They called in at 9:16 am. The call was made to the State DOT. U know and I know that there is no one at the office until at least 830 and wont pick up the phone until they have had at least 3 cups of coffee[:D]
CP should have sent an email to NY DOT within the specified time frame to avoid the fine. Also, I find it hard to believe that a populous and progressive state like New York would have no one on staff to take emergency calls like this after normal work hours. At the very least they should have called 911 so that someone there could get in touch with DOT. Would CP have waited until 9:16 am had the tank cars exploded? Somehow I doubt it
The CP knows who to call and trust me the state has somebody to answer the phone 24x7. Their processes just failed. At one time my job was to notify state and federal agencies of accidents (NY was not one of the states and the CP was not the railroad) and trust me this isn’t either the CP’s or the state’s first rodeo.
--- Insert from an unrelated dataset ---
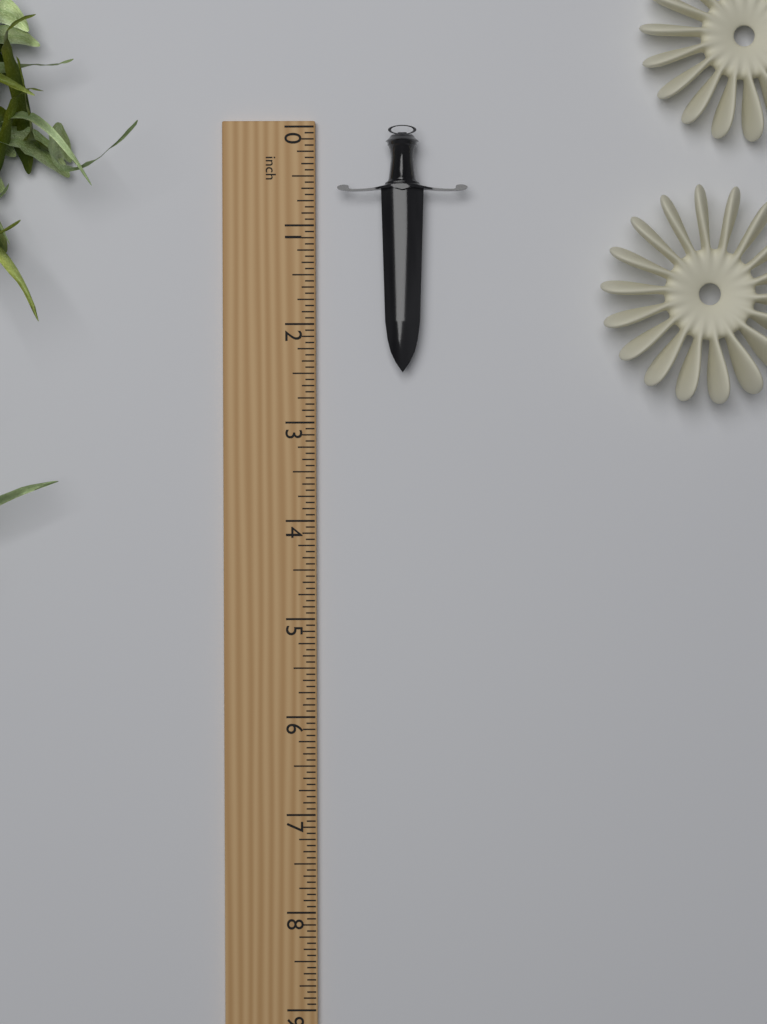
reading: 2.5000 inch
Took me about 20 minutes to find the number and procedures page ( 1 page, approx. 41 KB electronic file size) - not real easy, but not impossible, either:
“Call 1-800-TO NYDOT (1-800-866-9368)” - says it’s monitored 24 hrs. a day.
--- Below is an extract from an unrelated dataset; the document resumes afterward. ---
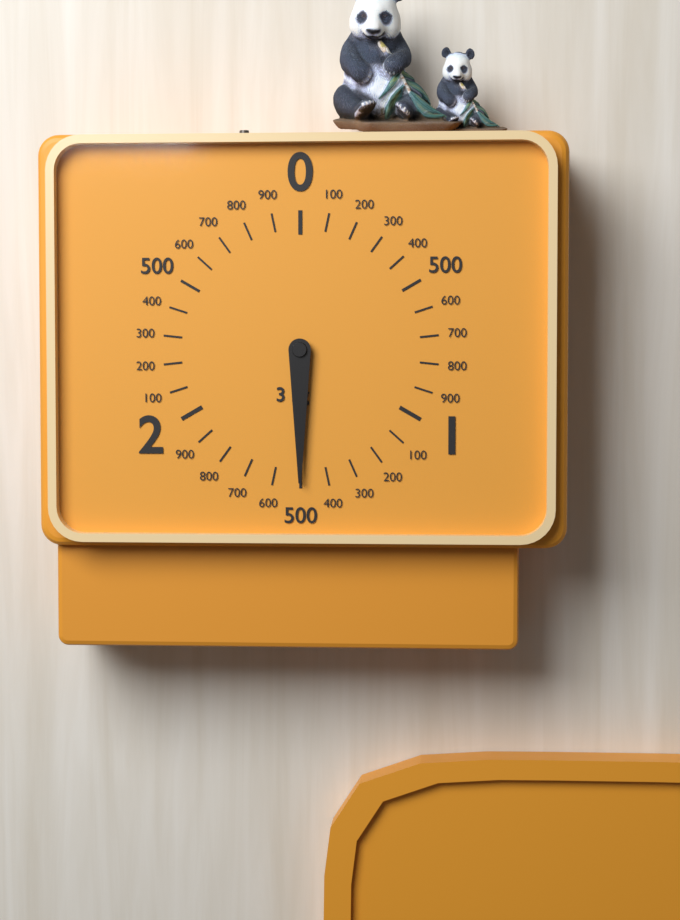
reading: 1.5 kg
Would expect that it’s hung on a wall or bulletin board at all rail offices in the state . . .
- Paul North.
That’s really old school.
Most of the bigger roads have a central reporting center, the field calls the center and then goes back to cleaning things up, the call center takes care of notifying all the appropriate agencies and documents when the calls were made.
Agreed, but: A minor yard derailment - which this really was, could have been handled by the local Mechanical Dept. “block truck” and M/W guys with a big pickup truck, hand tools, and maybe a backhoe, etc. - might not have otherwise justified notifying the central reporting center. If this becomes the ‘new normal’, information/ communications overload becomes a concern. The $5,000 fine might be cheaper in the long run . . . it’s “political theatre” anyway, but that’s another topic.
- Paul North.
In today’s Class 1’s - if a wheel hits the ground - headquarters gets notified.